By Tang Yue in Ya'an, Sichuan and Peng Yining and He Na in Beijing | China Daily | Updated: 2013-04-22 02:39

Baoxing struggles to recover after quake

Although Baoxing was badly hit by Saturday's earthquake, the physical damage in the mountainous county was compounded by a failure of communications, a power outage and roads rendered impassable by fallen rocks. For many hours, Baoxing, just 30 kilometers from the quake's epicenter in Lushan county, was one of the most isolated places in the province.

A lack of medication meant a 40-year-old Baoxing resident underwent surgery on his injured legs without anesthetic. He resorted to biting on a piece of wood to prevent the excruciating pain from causing his facial muscles to go into violent spasm and damage his teeth, according to Chen Yuyong, leader of a 40-member medical team.

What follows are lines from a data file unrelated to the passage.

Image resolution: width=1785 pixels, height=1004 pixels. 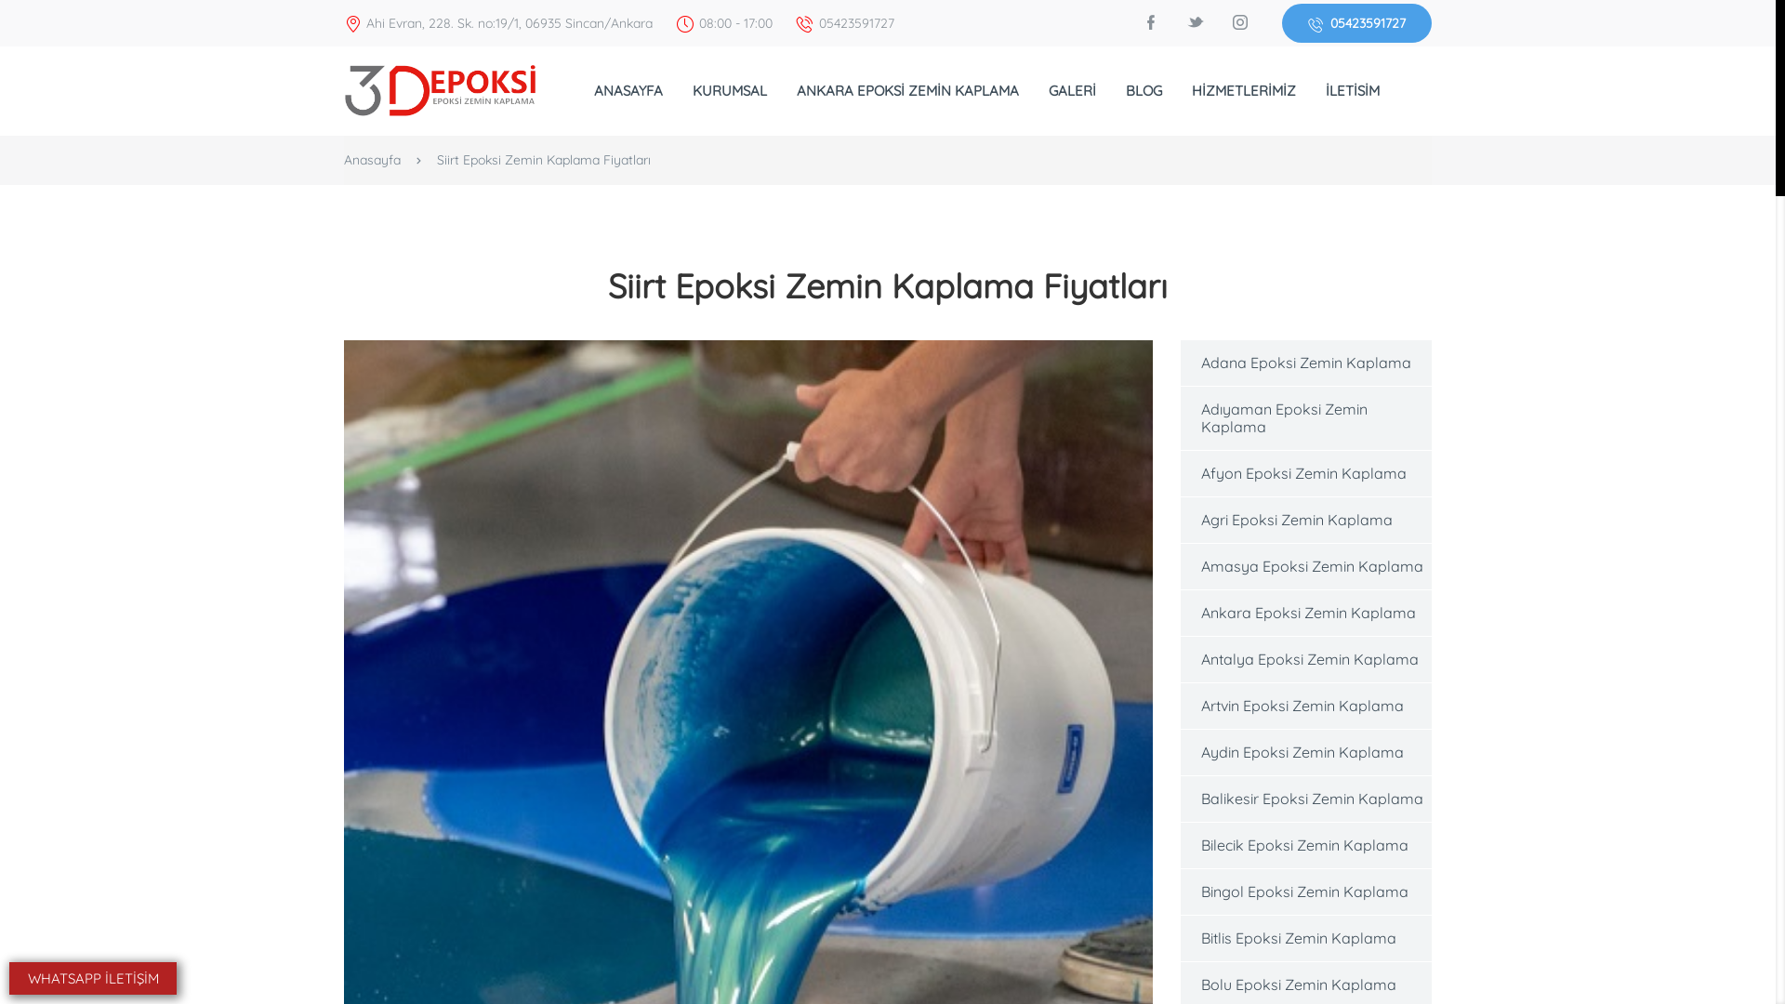 I want to click on 3D Epoksi, so click(x=441, y=89).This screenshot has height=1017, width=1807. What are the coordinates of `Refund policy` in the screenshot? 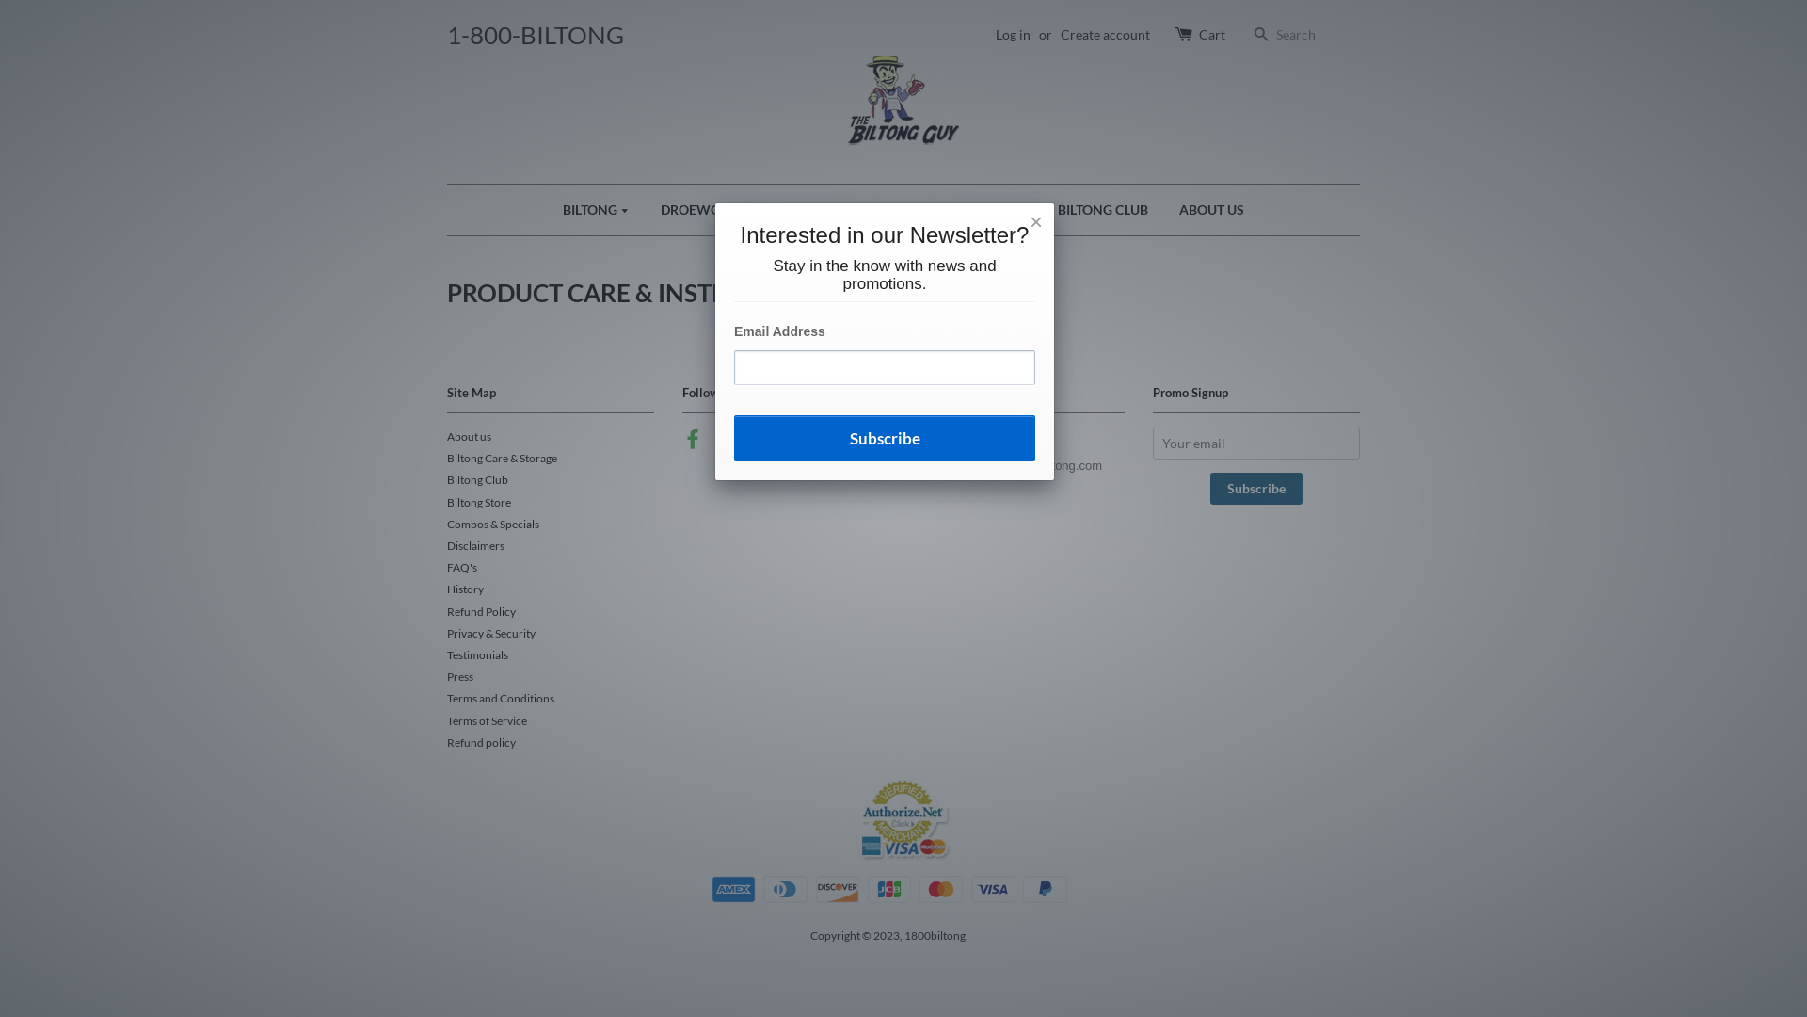 It's located at (482, 742).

Baoxing struggles to recover after quake

Earthquake Strikes Ya'an, Sichuan

"Baoxing was completely cut off from the outside world at the time. There was no medication and no supplies, nothing," said Chen, who spent two hours hiking to the isolated area, arriving 14 hours after the quake. "But we had to perform the operation as quickly as possible. If we had left the dead tissue in place, it would have become infected and we might have been forced to amputate his legs."

Chen described how the surgeon made an incision in the man's lower leg to allow congealing blood to escape, and also picked out debris embedded in the wound. "Thirty minutes . . . in a tent. You can't imagine how painful the operation was. The man's face was as white as a sheet of paper and his face was contorted in pain."

According to Chen, the injured man was evacuated by helicopter on Sunday morning, along with 20 other seriously injured people. However, more survivors kept arriving, sporting a variety of gruesome leg injuries: Fractured bones, shredded tissue and deeply embedded debris.

By noon on Sunday, the local government confirmed that 26 people had died in Baoxing and more than 2,500 were injured, around 86 have life-threatening injuries.

Chen said the first priority was to prevent the severely injured from bleeding to death. Many required immediate surgery to control blood loss and prevent muscles and nerves from dying from lack of blood. "But the place was totally isolated and the situation was too poor for the complicated operations, such as amputations," he said.

The most severely injured were evacuated by helicopter, according to Chen, but medication, including skin creams and cold remedies, is urgently needed for those whose injuries were not as severe and those who remained in the county. Chen said his team's overriding aim in the coming days will be to prevent post-disaster illnesses, including diarrhea and dysentery, which could result from a lack of safe drinking water.